Open c4-submissions opened 1 year ago
0xA5DF marked the issue as duplicate of #439
0xA5DF marked the issue as sufficient quality report
alcueca changed the severity to 2 (Med Risk)
alcueca marked the issue as satisfactory
alcueca marked the issue as selected for report
From the sponsor:
Although, losing assets seems possible in paper, it is certain this would ever happen in production since the initial set up of the system namely the addition of new chains or any tokens would all fail, the only functioning branch for deposits would be the Arbitrum Branch that circumvents these checks and would not have any issues withdrawing assets. There would not be any branches in remote networks since any messages setting up the connection new branches and the root chain would fail due to the validation issue being described.
0xLightt (sponsor) confirmed
Lines of code
https://github.com/code-423n4/2023-09-maia/blob/f5ba4de628836b2a29f9b5fff59499690008c463/src/RootBridgeAgent.sol#L1212 https://github.com/code-423n4/2023-09-maia/blob/f5ba4de628836b2a29f9b5fff59499690008c463/src/BranchBridgeAgent.sol#L943
Vulnerability details
When bridge agent contracts communicate through the LayerZero endpoint, the source contract encodes the
_destination
parameter of theILayerZeroEndpoint.send
call by concatenating the destination address (first) and the source address (second):When the message is received on the destination chain, the destination agent validates that the sending address is correct after decoding it from the last 20 bytes of the
_srcAddress
parameter in theILayerZeroReceiver.lzReceive
call:This byte selection is however incorrect, because when calls pass by actual LayerZero logic the
_srcAddress
inlzReceive
is not equal to the_destination
passed tosend
.In a real-world scenario, by looking up the last bytes of
_srcAddress
, the destination agent will always extract its own address instead of the remote source contract's and the validation this address maps to a valid sender on the source chain will consequently always fail.Impact
Since the faulty logic is a single entry point for communication between chains, it is also a single point of failure, so this vulnerability effectively shuts down the whole branch-to-root and root-to-branch inter-chain communication.
An example high-severity impact scenario is: if after the contracts are deployed any tokens are added and bridged (i.e. out of a branch chain), these will remain permanently locked in the source chain's BranchPort as this vulnerability does not prevent the source operations from completing. The tokens will not be recoverable because:
Proof of Concept
This vulnerability can be verified by instantiating a BranchBridgeAgent and a RootBridgeAgent contract and connecting them via LayerZero's mock endpoint.
This mock, much like the productive endpoint, inverts the order of the bytes in
_destination
and_srcAddress
(relevant code below), effectively breaking the assumption that these are equal and enabling the reproduction of the issue:A full runnable foundry test showing the failure in an integrated scenario is below:
Tools Used
Code review, Foundry
Recommended Mitigation Steps
The following changes fix the inter-chain integration:
It is also recommended to add tests for agents in an integration scenario that leverages the LzEndpointMock.sol contract provided by the LayerZero team, who use it for their own testing.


### Work required
Please read the records below and return each line holding the string "labels".

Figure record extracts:
Content starts
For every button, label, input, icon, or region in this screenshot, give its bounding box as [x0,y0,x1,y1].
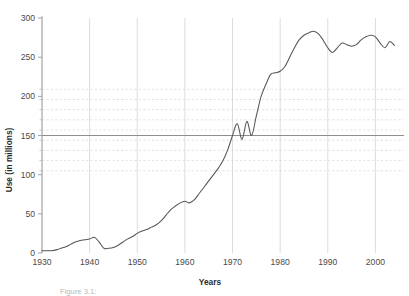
svg-text:1980: 1980 [271,257,290,267]
svg-text:100: 100 [21,170,36,180]
chart-container: 050100150200250300 193019401950196019701… [0,0,409,296]
svg-text:200: 200 [21,91,36,101]
y-axis-title: Use (in millions) [4,127,14,192]
y-axis-tick-labels: 050100150200250300 [21,13,42,258]
svg-text:1930: 1930 [32,257,51,267]
svg-text:1990: 1990 [318,257,337,267]
line-chart: 050100150200250300 193019401950196019701… [0,0,409,296]
dashed-horizontal-gridlines [42,89,404,170]
svg-text:300: 300 [21,13,36,23]
svg-text:2000: 2000 [366,257,385,267]
svg-text:1960: 1960 [175,257,194,267]
svg-text:250: 250 [21,52,36,62]
data-series-line [42,31,394,250]
figure-caption: Figure 3.1: [60,287,96,296]
svg-text:1940: 1940 [80,257,99,267]
svg-text:1970: 1970 [223,257,242,267]
x-axis-title: Years [199,277,222,287]
svg-text:150: 150 [21,131,36,141]
svg-text:1950: 1950 [128,257,147,267]
svg-text:50: 50 [25,209,35,219]
x-axis-tick-labels: 19301940195019601970198019902000 [32,257,385,267]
Content ends
### Reply to the exercise
y-axis-tick-labels: 050100150200250300 [21,13,42,258]
x-axis-tick-labels: 19301940195019601970198019902000 [32,257,385,267]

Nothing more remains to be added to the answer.